Transporters work by breaking down the subject into a matter stream, sending the matter stream from an emitter, and reassembling it on the other end. The TNG Technical Manual steps through an example ship-to-surface beam-down procedure. It also notes that beaming site-to-site (i.e. not starting or ending in the transporter room) consumes twice as much energy as a standard transport, because it's two transports without the reassembly in the middle. It is, however, silent on the matter of pad-to-pad beaming. However, since it's usually done when it's an option, it means that the systems probably interface to share the workload.
Depending on how canon you view the novels, this quote from Star Trek: Worlds in Collision by Judith and Garfield Reeves-Stevens shows that it's for energy saving reasons.
"I know, I know," McCoy complained. "Pad-to-pad transfers use only ten percent of the energy a single-pad beam requires."
In the scene where Kirk goes to see Decker in Engineering, Decker and the engineers are working on the transporter systems.
Decker: I knew it. The transporter sensor was not activated.
[Other background chatter]
Decker: Faulty module.
Scotty: Cleary, put a new backup sensor into the unit.
There's been plenty of time for troubleshooting at this point, since Kirk and Scotty took a fairly leisurely shuttle ride on over, and Kirk's been wandering around the ship a bit before he goes to Engineering.
Because the Enterprise's transporters are on, even though they're malfunctioning, a pad-to-pad transport from Starfleet to the Enterprise is initiated. So the answer to the first part of your question is that they weren't testing the transporters on the new crew; the transporter was not properly disabled at the time. The circuits blew just before the transport of the new crew began, with disastrous results.
I've never been especially happy with the transporter malfunction part of TMP because it raises exactly these questions and more. Starfleet knew that the Enterprise was having transporter trouble. If the Enterprise crew thought the transporter was fixed and put it back into service before discovering that it wasn't, then the safeguards in place are extremely shoddy for something that's supposed to be incredibly safe. If it wasn't fixed but still in service for some reason anyway, then both the automatic safeguards and the engineering procedures are horrendously flawed.
The answer to the second part of your question is probably cynically that they could initiate a pad-to-site transport for Kirk, but Starfleet didn't think about it because the writers wanted to spend fifteen minutes showing the audience how awesome the refitted Enterprise looked.
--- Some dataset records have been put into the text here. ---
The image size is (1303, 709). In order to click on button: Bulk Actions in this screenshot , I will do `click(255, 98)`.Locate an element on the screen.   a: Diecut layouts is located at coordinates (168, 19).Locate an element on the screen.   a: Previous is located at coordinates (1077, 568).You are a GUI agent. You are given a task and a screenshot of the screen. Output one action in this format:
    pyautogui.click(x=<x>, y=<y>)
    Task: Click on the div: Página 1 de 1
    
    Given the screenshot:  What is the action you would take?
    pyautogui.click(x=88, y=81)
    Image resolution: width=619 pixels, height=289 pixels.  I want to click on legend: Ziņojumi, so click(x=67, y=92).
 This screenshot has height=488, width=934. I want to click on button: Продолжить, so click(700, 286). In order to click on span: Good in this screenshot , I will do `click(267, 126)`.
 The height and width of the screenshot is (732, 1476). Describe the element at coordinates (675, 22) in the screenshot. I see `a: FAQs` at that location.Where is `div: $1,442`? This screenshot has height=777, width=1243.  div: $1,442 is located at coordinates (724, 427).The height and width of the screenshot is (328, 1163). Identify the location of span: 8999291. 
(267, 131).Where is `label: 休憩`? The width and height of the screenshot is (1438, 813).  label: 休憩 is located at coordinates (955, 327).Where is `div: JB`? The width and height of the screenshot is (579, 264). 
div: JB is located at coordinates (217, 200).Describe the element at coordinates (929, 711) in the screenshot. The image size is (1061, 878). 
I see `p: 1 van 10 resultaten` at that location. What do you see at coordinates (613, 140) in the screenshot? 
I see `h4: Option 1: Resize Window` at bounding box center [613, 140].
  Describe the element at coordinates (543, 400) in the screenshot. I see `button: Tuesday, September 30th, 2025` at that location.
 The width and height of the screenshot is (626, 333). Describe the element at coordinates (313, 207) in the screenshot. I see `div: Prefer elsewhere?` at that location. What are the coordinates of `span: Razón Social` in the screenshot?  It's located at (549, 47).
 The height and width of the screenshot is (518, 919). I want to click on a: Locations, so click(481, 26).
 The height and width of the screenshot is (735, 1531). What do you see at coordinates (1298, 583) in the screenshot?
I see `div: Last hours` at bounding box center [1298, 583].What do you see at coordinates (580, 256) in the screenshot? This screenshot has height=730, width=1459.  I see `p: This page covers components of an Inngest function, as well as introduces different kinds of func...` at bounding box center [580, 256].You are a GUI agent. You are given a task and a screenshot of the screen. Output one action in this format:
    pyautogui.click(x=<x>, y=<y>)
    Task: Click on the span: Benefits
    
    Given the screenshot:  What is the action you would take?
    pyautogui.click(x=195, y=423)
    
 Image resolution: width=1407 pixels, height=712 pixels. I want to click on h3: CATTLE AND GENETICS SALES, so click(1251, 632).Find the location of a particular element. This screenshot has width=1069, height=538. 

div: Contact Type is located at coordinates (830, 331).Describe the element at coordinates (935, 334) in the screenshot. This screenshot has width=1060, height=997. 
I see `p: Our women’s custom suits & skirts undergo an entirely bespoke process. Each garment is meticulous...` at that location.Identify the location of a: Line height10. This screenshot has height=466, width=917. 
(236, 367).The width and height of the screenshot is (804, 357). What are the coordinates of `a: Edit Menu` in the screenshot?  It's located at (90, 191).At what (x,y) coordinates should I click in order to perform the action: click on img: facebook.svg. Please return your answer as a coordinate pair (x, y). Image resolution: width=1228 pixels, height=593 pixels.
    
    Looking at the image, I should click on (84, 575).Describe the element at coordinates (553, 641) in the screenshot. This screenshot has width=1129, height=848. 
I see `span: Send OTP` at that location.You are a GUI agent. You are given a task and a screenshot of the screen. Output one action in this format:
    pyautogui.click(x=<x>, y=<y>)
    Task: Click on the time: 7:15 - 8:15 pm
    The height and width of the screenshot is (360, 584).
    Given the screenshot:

Storywise, the purpose of the accident was to underscore how unprepared the ship was to tackle V'ger, and also to dispose of Sonak in preparation for Spock's arrival — Leonard Nimoy wasn't originally going to be in the movie, hence Sonak. Still, it's a gruesome and cruel way of handling a pair of characters, particularly since V'ger is scary enough by itself, and everything else going on on the Enterprise already shows how unprepared they are. That Dr. McCoy's fear of the transporter is played for laughs just a few minutes later makes the ship's crew, and the movie, seem needlessly callous.